UX outcomes collaboration

UX case

Resume

To increase the UX's strategic role in our trio structure at GoTo, we used UX outcomes as a catalyst to define our success and the metrics we would track towards it.

What

Define metrics to assess the performance of our features through a user-centric perspective.

Why

Justifying the ROI of UX is easier when our metrics reflect experience aspects and how they indicate success other stakeholders can see.

Problem

How might we choose metrics that help us show the impact of the user experience we are building? Having those defined, how might we track our progress towards our shared understanding of success?

Business perspective

Awareness: with clearer data, the team gets to be aware of how working on improving usability and customer satisfaction can support concrete business goals like increasing conversions, customer loyalty and reduced costs.

Effectiveness: well-defined UX outcomes help mitigate risks by ensuring that features are addressing real user needs while staying aligned with the business strategy.

User perspective

User-centricity: collaborating on UX outcomes as a trio helps prioritize our users’ needs by observing their behaviors and pain points and ensuring we have tools to track how these are impacted by our feature development over time.

Commitment: crafting our definition of success together and setting up a board with the metrics that should take us there drives the trio to share the responsibility, ensuring we are all committed to keep track of our shared goal.

Process

We used Jared Spool’s UX Outcomes methodology to structure our collaboration. We started by gathering the team working on an email integration to our software, which we were just about to release. While working with UX outcomes is perfect to guide us from the very start of feature development, it is also a strong resource at its final stages: defining them helps to organize artifacts that were produced during our exploration, definition and prototyping phases and forces the team to look at the priorities we chose to do our designs.

With two UX designers, a Product Manager and an Engineering Lead, we got back to analyze the current experience our users had to go through. We had listed their key frustrations while interacting with email throughout their journey and validated those through research. Fueling our analysis with user insight is crucial if we aim at providing real value to users.


In order to have a MVP defined, the team had prioritized those key frustrations and selected the ones we would provide solutions to. We regrouped those and clustered them according to common themes. That made it easier to identify at least two different UX outcomes were needed.

The most compelling solutions for these frustrations were, by then, already included in our prototypes. With clear understanding of the journey we were impacting, we were ready to work on our UX outcomes drafts. Our framework was:

  1. If we do a great job on...
    (feature, product or service we are presenting)

  2. ... we will improve...
    (person whose life is improved)
    ...’s life by...
    (improvement)

  3. ... so that...
    (other consequential benefits to their lives)

After multiple rounds of trying different wording, we got to a couple of statements that seemed to rightfully describe the value we were adding to our product if done correctly. This was the moment to move on to select metrics that would show we were approaching our goal.

Spool’s methodology illustrates success metrics as the “finish line on a race” because they should mean we’ve achieved the goal we were aiming for. When a UX outcome is defined, there must be a clear indicative of what our success can look like and it should be measurable. Also, because it most likely means a multi-faceted change in users’ experiences, we must have indicatives along the way of how are we progressing, making the definition of progress metrics essential.

Our trio gathered once more to define what could tell us we did a good job with our email integration. We added our hypothesis to our board, anticipating what we expected would change once our feature was released. Our suggestions for possible ways of measuring it meant to highlight more specific actions that could be observed, fueling discussion around what was the best way to do it, if they actually reflected what we were looking for and if there were any technical constraints we needed to be aware of when setting up our tracking. In the end, we were left with a few questions and action points each, making it a continuously developing source of truth as we progressed towards release and on.

Our main deliveries, after the process, were the very own board in which we collaborated (and would be adding/updating information as we learned more) and a metric dashboard in our event analytics tool displaying the progress metrics we had defined with our hypothesis pinned, building close ties to the data we observed and what it meant for our strategy. With the whole team committed to following up, we had a solid post-release strategy that resulted from great trio collaboration.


About this exercise:
In the records below, find the line with "Image resolution: width=933" and the line with "What do you see at coordinates (105, 161)"; return exactly those lines and every line between them.

-*-

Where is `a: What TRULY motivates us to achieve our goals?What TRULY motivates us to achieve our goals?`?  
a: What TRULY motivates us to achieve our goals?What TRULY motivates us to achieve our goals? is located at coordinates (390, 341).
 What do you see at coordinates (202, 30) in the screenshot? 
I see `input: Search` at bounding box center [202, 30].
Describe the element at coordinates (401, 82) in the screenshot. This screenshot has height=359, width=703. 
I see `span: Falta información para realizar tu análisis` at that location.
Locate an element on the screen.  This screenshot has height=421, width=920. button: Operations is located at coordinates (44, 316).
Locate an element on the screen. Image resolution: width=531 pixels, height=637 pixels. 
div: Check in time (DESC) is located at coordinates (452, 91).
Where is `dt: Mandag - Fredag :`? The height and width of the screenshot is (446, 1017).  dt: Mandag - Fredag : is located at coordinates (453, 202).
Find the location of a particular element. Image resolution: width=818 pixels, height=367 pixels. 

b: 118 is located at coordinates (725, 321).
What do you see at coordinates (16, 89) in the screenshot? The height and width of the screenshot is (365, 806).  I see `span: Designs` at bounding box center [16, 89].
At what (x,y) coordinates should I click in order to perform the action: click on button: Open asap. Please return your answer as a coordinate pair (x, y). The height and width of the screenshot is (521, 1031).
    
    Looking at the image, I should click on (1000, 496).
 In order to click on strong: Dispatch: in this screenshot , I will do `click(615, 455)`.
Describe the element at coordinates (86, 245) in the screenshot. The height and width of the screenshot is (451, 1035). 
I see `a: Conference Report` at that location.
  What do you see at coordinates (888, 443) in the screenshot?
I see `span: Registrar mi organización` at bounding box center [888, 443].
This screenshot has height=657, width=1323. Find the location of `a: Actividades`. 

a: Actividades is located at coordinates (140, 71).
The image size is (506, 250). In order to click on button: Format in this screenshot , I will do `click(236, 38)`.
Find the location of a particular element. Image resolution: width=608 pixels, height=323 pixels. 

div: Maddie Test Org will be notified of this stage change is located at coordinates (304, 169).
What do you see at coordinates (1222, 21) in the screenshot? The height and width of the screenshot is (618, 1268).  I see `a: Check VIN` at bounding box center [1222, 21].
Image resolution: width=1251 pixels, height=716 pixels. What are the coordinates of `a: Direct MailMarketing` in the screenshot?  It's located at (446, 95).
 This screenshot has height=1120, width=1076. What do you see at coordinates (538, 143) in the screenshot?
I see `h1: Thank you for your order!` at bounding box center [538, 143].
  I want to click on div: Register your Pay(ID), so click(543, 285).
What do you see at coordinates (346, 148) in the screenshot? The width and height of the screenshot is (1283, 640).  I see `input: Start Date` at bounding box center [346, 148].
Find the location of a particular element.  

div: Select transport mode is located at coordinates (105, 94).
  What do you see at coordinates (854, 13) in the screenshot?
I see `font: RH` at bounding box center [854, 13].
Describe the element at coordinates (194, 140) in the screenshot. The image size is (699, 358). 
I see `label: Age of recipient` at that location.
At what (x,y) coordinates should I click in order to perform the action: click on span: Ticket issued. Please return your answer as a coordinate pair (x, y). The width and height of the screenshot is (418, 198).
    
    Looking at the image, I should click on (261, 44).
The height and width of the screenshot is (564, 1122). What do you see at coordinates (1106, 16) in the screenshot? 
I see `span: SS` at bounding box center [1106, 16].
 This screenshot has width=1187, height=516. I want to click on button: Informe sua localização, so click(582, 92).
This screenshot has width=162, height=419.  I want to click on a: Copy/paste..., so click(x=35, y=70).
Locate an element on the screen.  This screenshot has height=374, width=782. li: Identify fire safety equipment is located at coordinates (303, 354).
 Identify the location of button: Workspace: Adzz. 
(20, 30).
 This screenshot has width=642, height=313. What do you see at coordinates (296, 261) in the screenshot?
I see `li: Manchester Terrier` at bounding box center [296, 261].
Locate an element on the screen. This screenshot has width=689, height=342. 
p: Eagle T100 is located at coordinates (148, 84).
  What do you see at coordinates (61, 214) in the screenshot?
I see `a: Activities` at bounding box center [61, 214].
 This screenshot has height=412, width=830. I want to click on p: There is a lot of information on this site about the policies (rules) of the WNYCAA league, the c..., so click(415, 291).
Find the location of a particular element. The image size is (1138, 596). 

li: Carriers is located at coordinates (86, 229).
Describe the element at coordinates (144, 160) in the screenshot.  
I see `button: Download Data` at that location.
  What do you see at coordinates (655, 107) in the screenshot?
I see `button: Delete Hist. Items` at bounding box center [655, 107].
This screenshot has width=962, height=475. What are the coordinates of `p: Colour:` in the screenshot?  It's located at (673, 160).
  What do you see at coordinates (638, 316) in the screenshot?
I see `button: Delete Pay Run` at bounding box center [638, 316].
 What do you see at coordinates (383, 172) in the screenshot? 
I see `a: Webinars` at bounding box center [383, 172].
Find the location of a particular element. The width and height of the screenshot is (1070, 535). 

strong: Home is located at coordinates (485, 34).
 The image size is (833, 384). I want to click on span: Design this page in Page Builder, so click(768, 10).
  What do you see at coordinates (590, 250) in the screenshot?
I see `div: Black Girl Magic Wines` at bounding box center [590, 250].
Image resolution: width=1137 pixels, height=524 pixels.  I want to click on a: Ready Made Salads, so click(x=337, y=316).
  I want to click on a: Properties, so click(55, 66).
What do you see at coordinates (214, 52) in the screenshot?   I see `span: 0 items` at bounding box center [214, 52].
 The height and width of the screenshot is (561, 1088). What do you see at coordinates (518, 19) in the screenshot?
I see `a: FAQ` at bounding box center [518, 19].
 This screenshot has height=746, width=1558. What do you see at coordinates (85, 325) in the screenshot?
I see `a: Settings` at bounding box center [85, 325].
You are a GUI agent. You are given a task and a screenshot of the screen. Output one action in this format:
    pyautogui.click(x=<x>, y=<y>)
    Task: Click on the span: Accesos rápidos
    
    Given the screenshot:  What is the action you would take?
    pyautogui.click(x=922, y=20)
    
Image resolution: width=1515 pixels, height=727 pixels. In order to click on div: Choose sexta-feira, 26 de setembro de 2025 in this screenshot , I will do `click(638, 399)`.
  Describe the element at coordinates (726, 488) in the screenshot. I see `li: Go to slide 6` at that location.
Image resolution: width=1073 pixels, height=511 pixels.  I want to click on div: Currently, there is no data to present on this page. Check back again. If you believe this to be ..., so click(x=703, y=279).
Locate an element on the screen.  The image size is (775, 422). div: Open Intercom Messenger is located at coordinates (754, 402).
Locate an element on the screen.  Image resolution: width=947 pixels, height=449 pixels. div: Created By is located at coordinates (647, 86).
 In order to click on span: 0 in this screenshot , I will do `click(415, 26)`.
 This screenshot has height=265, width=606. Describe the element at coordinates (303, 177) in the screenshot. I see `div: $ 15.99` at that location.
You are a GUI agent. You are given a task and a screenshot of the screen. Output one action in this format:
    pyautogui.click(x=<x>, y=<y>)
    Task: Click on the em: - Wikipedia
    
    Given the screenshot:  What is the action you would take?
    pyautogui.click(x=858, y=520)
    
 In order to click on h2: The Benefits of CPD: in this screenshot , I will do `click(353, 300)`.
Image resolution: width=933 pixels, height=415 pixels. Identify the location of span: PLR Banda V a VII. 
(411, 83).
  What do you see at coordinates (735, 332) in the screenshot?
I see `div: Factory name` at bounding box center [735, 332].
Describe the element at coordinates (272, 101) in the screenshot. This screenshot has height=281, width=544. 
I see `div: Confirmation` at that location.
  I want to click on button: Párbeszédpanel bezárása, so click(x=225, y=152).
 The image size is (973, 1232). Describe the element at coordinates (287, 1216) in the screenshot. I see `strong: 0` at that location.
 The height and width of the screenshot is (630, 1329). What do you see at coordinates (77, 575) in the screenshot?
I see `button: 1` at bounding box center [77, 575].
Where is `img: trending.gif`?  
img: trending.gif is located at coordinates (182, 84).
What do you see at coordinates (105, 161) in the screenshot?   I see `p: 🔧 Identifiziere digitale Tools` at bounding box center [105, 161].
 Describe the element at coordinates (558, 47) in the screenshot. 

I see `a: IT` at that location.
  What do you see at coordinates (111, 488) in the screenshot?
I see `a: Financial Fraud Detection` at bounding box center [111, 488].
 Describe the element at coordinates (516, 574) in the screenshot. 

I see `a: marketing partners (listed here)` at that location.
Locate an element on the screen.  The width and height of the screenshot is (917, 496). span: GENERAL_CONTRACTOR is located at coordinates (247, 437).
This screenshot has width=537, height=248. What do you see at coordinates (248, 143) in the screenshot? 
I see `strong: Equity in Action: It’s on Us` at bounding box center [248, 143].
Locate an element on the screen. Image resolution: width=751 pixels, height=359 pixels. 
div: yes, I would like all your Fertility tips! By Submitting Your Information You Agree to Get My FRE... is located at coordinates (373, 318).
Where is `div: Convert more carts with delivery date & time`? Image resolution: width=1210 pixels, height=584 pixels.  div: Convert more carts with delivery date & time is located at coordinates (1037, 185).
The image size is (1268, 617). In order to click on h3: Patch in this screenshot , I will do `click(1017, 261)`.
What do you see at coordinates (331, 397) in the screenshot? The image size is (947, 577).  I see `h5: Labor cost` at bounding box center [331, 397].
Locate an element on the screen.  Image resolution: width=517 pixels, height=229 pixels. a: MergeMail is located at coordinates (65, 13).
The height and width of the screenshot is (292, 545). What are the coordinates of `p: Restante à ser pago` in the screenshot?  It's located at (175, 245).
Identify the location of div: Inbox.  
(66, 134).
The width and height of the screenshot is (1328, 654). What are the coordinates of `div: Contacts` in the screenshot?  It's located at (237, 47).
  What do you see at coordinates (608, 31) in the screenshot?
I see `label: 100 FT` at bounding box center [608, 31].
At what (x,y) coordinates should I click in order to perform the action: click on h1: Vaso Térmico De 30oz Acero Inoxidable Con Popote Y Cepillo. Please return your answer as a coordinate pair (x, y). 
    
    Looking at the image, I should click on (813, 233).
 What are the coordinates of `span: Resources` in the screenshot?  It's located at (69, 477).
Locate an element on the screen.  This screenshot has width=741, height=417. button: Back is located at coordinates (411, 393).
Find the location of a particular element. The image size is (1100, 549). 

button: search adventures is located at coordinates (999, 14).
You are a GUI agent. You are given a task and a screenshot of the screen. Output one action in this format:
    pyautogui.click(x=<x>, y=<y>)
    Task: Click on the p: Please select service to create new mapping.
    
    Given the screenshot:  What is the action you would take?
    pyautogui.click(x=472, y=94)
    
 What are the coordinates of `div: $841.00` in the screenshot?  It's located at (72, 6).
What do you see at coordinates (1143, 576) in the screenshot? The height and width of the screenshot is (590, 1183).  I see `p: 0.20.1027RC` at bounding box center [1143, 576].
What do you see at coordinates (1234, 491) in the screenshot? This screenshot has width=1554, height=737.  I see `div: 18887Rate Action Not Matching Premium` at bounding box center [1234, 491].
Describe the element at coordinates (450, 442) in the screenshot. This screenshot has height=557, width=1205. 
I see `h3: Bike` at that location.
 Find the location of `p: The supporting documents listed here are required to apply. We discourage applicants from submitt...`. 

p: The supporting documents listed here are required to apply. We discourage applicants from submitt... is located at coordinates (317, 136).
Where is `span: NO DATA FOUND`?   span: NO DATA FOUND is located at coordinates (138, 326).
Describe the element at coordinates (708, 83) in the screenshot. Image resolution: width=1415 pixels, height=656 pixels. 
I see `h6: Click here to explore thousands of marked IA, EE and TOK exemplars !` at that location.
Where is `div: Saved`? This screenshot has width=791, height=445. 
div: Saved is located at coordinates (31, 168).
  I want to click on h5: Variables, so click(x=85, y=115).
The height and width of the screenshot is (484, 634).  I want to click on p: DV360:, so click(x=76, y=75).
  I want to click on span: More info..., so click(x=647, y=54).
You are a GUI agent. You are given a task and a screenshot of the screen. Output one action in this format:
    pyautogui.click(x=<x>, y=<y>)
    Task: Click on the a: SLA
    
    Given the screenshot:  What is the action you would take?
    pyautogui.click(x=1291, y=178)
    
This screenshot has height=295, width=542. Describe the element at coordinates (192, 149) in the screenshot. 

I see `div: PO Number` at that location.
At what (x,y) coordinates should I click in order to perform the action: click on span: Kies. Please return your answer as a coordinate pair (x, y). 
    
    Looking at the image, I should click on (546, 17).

-*-

Solution for this problem:
Image resolution: width=933 pixels, height=415 pixels. Identify the location of span: PLR Banda V a VII. 
(411, 83).
  What do you see at coordinates (735, 332) in the screenshot?
I see `div: Factory name` at bounding box center [735, 332].
Describe the element at coordinates (272, 101) in the screenshot. This screenshot has height=281, width=544. 
I see `div: Confirmation` at that location.
  I want to click on button: Párbeszédpanel bezárása, so click(x=225, y=152).
 The image size is (973, 1232). Describe the element at coordinates (287, 1216) in the screenshot. I see `strong: 0` at that location.
 The height and width of the screenshot is (630, 1329). What do you see at coordinates (77, 575) in the screenshot?
I see `button: 1` at bounding box center [77, 575].
Where is `img: trending.gif`?  
img: trending.gif is located at coordinates (182, 84).
What do you see at coordinates (105, 161) in the screenshot?   I see `p: 🔧 Identifiziere digitale Tools` at bounding box center [105, 161].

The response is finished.